Lady Gaga on stage

Lady Gaga at Lollapalooza 2010. Photo by Flickr user Original Natvanya.

A Lady Gaga concert is one of the biggest spectacles in the music world. Massive set pieces, pounding pop melodies and flashy dancers in an endless array of bizarre costumes — the whole thing is designed to be the best experience imaginable for a music fan. Unless you’re a photographer.

Gaga has landed on the wrong side of concert photographers everywhere after recently demanding that they surrender the copyright of any photos taken at her performances. Yes, you heard right.

TBD.com photographer Jay Wescott has published a release form he was given by Gaga’s camp which states that any photograph taken at a Lady Gaga show becomes the property of Lady Gaga. Copyright laws currently say that a photographer owns their image as soon as they snap the photo, so you can imagine how Gaga’s demand has set off a firestorm among professional concert photographers.

“It’s utterly disrespectful of the time, the effort and the creativity of the photographer,” concert photographer and intellectual property lawyer David Atlas told Rolling Stone. But it’s not the major media outlets who are feeling the hurt — it’s the photographers from smaller publications who are struggling to make it.

“Typically the person who has the least leverage gets the worst release,” Atlas says. “Maybe there’s a photographer that she likes who won’t have to sign the release form, but the people who get paid $125 to hang out for four hours at a concert have to sign this release. So on top of getting paid very little, they have no ongoing revenue stream from these photos whatsoever.”

Of course, this is not a new practice. Artists have long been wary of having their image distributed without supervision, and will go to great lengths to restrict who is allowed to take their picture and what they’re allowed to do with it. Some artists — Foo Fighters and Beastie Boys have been named — will force photographers to sign contracts turning over their images before they’re even allowed inside the concert.

So who’s at fault here? Are photographers at the bottom of the barrel being forced to stay at the bottom? As for Lady Gaga, we know she cares about photography as an art form (check out her work with Polaroid), but this latest incident isn’t making her any friends. So is Gaga genuinely trying to protect her intellectual property, or is the queen of pop just being greedy?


> What is required
Set down every line below, word for word.

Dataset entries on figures
<<<<

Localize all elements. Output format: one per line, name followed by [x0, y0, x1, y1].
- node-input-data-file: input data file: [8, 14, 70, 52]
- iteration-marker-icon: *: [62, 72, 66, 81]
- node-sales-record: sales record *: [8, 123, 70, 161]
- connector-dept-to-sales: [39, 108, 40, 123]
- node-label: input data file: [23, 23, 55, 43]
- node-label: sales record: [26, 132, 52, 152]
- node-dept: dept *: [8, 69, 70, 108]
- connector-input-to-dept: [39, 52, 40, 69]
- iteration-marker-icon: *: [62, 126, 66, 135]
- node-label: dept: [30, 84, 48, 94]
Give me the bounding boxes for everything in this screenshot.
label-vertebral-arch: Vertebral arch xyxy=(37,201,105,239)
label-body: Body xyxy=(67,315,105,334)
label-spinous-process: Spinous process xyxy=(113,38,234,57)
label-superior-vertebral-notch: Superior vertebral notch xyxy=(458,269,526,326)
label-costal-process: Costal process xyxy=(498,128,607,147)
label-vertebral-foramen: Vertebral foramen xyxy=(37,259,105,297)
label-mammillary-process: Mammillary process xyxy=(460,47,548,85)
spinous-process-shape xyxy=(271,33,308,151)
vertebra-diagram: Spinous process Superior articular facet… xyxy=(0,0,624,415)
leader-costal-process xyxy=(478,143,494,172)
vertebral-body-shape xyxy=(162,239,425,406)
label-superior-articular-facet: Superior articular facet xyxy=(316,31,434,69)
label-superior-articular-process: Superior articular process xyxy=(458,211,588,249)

>>>>

> Reply to the exercise
Localize all elements. Output format: one per line, name followed by [x0, y0, x1, y1].
- node-input-data-file: input data file: [8, 14, 70, 52]
- iteration-marker-icon: *: [62, 72, 66, 81]
- node-sales-record: sales record *: [8, 123, 70, 161]
- connector-dept-to-sales: [39, 108, 40, 123]
- node-label: input data file: [23, 23, 55, 43]
- node-label: sales record: [26, 132, 52, 152]
- node-dept: dept *: [8, 69, 70, 108]
- connector-input-to-dept: [39, 52, 40, 69]
- iteration-marker-icon: *: [62, 126, 66, 135]
- node-label: dept: [30, 84, 48, 94]
Give me the bounding boxes for everything in this screenshot.
label-vertebral-arch: Vertebral arch xyxy=(37,201,105,239)
label-body: Body xyxy=(67,315,105,334)
label-spinous-process: Spinous process xyxy=(113,38,234,57)
label-superior-vertebral-notch: Superior vertebral notch xyxy=(458,269,526,326)
label-costal-process: Costal process xyxy=(498,128,607,147)
label-vertebral-foramen: Vertebral foramen xyxy=(37,259,105,297)
label-mammillary-process: Mammillary process xyxy=(460,47,548,85)
spinous-process-shape xyxy=(271,33,308,151)
vertebra-diagram: Spinous process Superior articular facet… xyxy=(0,0,624,415)
leader-costal-process xyxy=(478,143,494,172)
vertebral-body-shape xyxy=(162,239,425,406)
label-superior-articular-facet: Superior articular facet xyxy=(316,31,434,69)
label-superior-articular-process: Superior articular process xyxy=(458,211,588,249)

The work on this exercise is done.